As I alternate between reading Dennett and Dawkins, getting the evolutionary full press, I see that Judith Rich Harris has a new book coming: No Two Alike. I found The Nuture Assumption via a review in The Wilson Quarterly. It was a book I read with my jaw dropped in amazement from front to back. Ms. Harris pointed out that nearly every parenting and educating study did not control for heredity. That is, the so-called educational and and psychological experts assigned 'nuture' 100% of human behavior and 'nature' 0%, by default, for decades. Most still do. A quote from the new book in a review in the New York Sun puts the point nicely:

The developmentalists found that the children's behavior was correlated with the parent's behavior and attributed the correlation to the effects of the home environment.

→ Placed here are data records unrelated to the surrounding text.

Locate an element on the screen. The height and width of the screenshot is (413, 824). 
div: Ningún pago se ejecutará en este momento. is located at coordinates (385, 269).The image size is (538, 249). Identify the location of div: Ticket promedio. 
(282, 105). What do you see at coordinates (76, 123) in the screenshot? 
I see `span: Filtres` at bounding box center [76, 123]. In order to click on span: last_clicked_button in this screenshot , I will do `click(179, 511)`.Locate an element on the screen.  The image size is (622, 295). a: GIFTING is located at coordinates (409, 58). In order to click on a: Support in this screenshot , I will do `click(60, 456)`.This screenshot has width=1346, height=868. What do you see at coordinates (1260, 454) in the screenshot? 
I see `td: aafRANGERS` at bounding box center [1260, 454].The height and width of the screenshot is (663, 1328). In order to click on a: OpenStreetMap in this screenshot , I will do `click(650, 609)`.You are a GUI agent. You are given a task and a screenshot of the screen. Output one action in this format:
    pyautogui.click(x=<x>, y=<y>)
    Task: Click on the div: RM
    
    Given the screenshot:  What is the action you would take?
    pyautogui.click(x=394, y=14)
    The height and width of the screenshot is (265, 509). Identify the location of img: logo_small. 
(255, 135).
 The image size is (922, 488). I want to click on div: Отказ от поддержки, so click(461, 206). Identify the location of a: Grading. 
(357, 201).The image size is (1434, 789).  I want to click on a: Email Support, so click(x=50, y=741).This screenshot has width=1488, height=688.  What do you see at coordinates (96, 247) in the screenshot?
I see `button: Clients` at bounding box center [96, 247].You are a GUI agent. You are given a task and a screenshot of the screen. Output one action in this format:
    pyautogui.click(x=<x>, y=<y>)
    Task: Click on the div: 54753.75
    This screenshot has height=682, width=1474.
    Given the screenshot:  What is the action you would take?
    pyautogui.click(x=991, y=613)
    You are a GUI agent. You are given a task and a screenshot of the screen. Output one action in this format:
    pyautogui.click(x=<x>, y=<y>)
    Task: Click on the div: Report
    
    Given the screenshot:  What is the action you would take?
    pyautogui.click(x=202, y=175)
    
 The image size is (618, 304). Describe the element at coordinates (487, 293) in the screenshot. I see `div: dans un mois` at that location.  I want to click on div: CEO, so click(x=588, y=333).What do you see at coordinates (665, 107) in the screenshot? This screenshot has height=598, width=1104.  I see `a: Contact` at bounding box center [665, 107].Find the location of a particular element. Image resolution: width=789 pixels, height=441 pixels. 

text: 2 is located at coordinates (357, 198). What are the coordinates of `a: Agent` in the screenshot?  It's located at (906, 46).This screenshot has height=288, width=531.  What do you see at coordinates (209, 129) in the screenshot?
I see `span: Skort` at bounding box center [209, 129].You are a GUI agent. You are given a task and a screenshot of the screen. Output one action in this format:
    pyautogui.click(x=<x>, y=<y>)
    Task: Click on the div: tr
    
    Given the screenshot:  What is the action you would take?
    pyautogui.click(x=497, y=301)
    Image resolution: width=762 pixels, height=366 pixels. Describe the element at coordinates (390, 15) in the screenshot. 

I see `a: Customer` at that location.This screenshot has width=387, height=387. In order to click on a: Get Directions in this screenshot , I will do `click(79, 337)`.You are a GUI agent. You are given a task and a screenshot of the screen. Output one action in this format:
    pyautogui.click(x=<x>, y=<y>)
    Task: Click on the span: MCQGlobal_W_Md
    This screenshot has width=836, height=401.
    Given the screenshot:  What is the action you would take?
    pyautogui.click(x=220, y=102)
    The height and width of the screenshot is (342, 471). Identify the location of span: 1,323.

Though they realized that heredity might account for some of the correlation, they never considered the possibility that heredity might account for all of it. But that is exactly how it turned out. Once the effects of genetic similarities were estimated and skimmed off, the correlation declined to zero. The putative effects of the home environment disappeared.

The new book looks at the obvious test case, identical twins. Identical twins raised in the same household have the same nuture and nature inputs. Do they have identical personalities? Of course not, but why? Ms. Harris answers decisively: peers. We find a role amongst our friends, and assume it.

Fascinating stuff, I can't wait to read the book.